Adam Bonin has, as the old saying goes, forgotten more about election/campaign finance law than I will ever know. His work on behalf of bloggers – on both sides of the aisle – to persuade the Federal Elections Commission to continue to exempt blogs from McCain-Feingold was invaluable in preserving the very nature of the political blogosphere. And when the ramifications of regulating blogs are considered (assigning value on links to candidate websites, considering the time devoted to blogging a certain campaign, etc.), Bonin should be a charter member of the Blog Hall of Fame.
But that’s not to say that I share all of Bonin’s views on regulating the internets. His latest post patting Red State founder Mike Krempasky on the back for defending the once-anonymous Hillary Clinton/Apple ad is a bit naive for my tastes. He points to Krempasky on CNN‘s Reliable Sources with Howard Kurtz:
KURTZ: And the anonymity doesn’t bother you at all? What about an ad that made false charges and we didn’t know who put it up?
KREMPASKY: Well, A, I think that anything in this new area of politics that is substantive, does that make specific factual claims, is going to come out a lot quicker than this one did. There’s just going to be more of a need for people to know. And in this case, look, the system did work.
Someone put up an anonymous video. It got a lot of attention. And all of the sudden, now we know who it was.
Ads with false charges bother me. A lot. And even false TV and radio ads that end with the authority line of the group responsible still have the advantage of running for a few days before group members can be identified and the ad fact checked. All the while, the message airs. And as much as I’d like to place my faith in that other old saying “the antidote to speech you don’t like is more speech,” as long as the major news organizations continue to outsource their assignment desks to Matt Drudge, anonymous ads, most of them attacking Democrats, are going to have a disproportionate effect on elections.
I have no problem with people making You Tube ads, and no problem with people watching said ads. But make their authors sign their name. The anti-Hillary ad would have had much less impact had its creator been identified as an employee of Barack Obama‘s web developer. The ads will get uglier and less accurate if their origins are obscured by anonymity in the name of free speech. The damage they can do before being unmasked is nearly limitless. Is this what we should be advocating?
And as someone who nears the point of combustion anytime someone justifies campaign contributions as free speech, I fully realize that my position is less than pure. But it’s worth noting that it wasn’t just anyone who made the Hillary/Apple ad, it was an experienced professional, not some teenager with a pirated copy of Final Cut Pro. Only a very few people can afford to fund Swift Boat Liars-style campaigns, and only a few more can generate ads that look slick and are effective – just look at 99.9% of the entries in MoveOn’s 2004 competition for homemade anti-Bush ads.
That doesn’t sound like “people-powered politics” to me.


### Work to complete
Extract the text of each entry below exactly, leaving every image behind.

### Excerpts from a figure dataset
════════════════

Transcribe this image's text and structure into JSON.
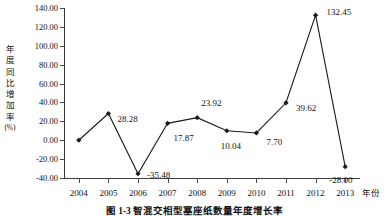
{
  "chart_data": {
    "type": "line",
    "title": "",
    "caption": "图 1-3  智混交相型塞座纸数量年度增长率",
    "xlabel": "年份",
    "ylabel": "年度同比增加率",
    "ylabel_unit": "(%)",
    "ylabel_chars": [
      "年",
      "度",
      "同",
      "比",
      "增",
      "加",
      "率"
    ],
    "categories": [
      "2004",
      "2005",
      "2006",
      "2007",
      "2008",
      "2009",
      "2010",
      "2011",
      "2012",
      "2013"
    ],
    "values": [
      0.0,
      28.28,
      -35.48,
      17.87,
      23.92,
      10.04,
      7.7,
      39.62,
      132.45,
      -28.0
    ],
    "point_labels": [
      "",
      "28.28",
      "-35.48",
      "17.87",
      "23.92",
      "10.04",
      "7.70",
      "39.62",
      "132.45",
      "-28.00"
    ],
    "ylim": [
      -40,
      140
    ],
    "yticks": [
      140.0,
      120.0,
      100.0,
      80.0,
      60.0,
      40.0,
      20.0,
      0.0,
      -20.0,
      -40.0
    ],
    "ytick_labels": [
      "140.00",
      "120.00",
      "100.00",
      "80.00",
      "60.00",
      "40.00",
      "20.00",
      "0.00",
      "-20.00",
      "-40.00"
    ],
    "grid": false,
    "legend": "none",
    "series_color": "#1a1a1a",
    "marker": "diamond",
    "label_offsets": [
      {
        "dx": 0,
        "dy": 0,
        "show": false
      },
      {
        "dx": 9,
        "dy": 6,
        "show": true
      },
      {
        "dx": 9,
        "dy": 2,
        "show": true
      },
      {
        "dx": 6,
        "dy": 16,
        "show": true
      },
      {
        "dx": 4,
        "dy": -14,
        "show": true
      },
      {
        "dx": -6,
        "dy": 16,
        "show": true
      },
      {
        "dx": 10,
        "dy": 10,
        "show": true
      },
      {
        "dx": 10,
        "dy": 6,
        "show": true
      },
      {
        "dx": 11,
        "dy": -2,
        "show": true
      },
      {
        "dx": -16,
        "dy": 14,
        "show": true
      }
    ]
  }
}
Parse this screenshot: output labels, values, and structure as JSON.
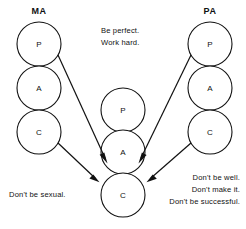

════════════════

### Reply to the exercise
Transcribe this image's text and structure into JSON.
{
  "chart_data": {
    "type": "line",
    "title": "",
    "caption": "图 1-3  智混交相型塞座纸数量年度增长率",
    "xlabel": "年份",
    "ylabel": "年度同比增加率",
    "ylabel_unit": "(%)",
    "ylabel_chars": [
      "年",
      "度",
      "同",
      "比",
      "增",
      "加",
      "率"
    ],
    "categories": [
      "2004",
      "2005",
      "2006",
      "2007",
      "2008",
      "2009",
      "2010",
      "2011",
      "2012",
      "2013"
    ],
    "values": [
      0.0,
      28.28,
      -35.48,
      17.87,
      23.92,
      10.04,
      7.7,
      39.62,
      132.45,
      -28.0
    ],
    "point_labels": [
      "",
      "28.28",
      "-35.48",
      "17.87",
      "23.92",
      "10.04",
      "7.70",
      "39.62",
      "132.45",
      "-28.00"
    ],
    "ylim": [
      -40,
      140
    ],
    "yticks": [
      140.0,
      120.0,
      100.0,
      80.0,
      60.0,
      40.0,
      20.0,
      0.0,
      -20.0,
      -40.0
    ],
    "ytick_labels": [
      "140.00",
      "120.00",
      "100.00",
      "80.00",
      "60.00",
      "40.00",
      "20.00",
      "0.00",
      "-20.00",
      "-40.00"
    ],
    "grid": false,
    "legend": "none",
    "series_color": "#1a1a1a",
    "marker": "diamond",
    "label_offsets": [
      {
        "dx": 0,
        "dy": 0,
        "show": false
      },
      {
        "dx": 9,
        "dy": 6,
        "show": true
      },
      {
        "dx": 9,
        "dy": 2,
        "show": true
      },
      {
        "dx": 6,
        "dy": 16,
        "show": true
      },
      {
        "dx": 4,
        "dy": -14,
        "show": true
      },
      {
        "dx": -6,
        "dy": 16,
        "show": true
      },
      {
        "dx": 10,
        "dy": 10,
        "show": true
      },
      {
        "dx": 10,
        "dy": 6,
        "show": true
      },
      {
        "dx": 11,
        "dy": -2,
        "show": true
      },
      {
        "dx": -16,
        "dy": 14,
        "show": true
      }
    ]
  }
}
Parse this screenshot: output labels, values, and structure as JSON.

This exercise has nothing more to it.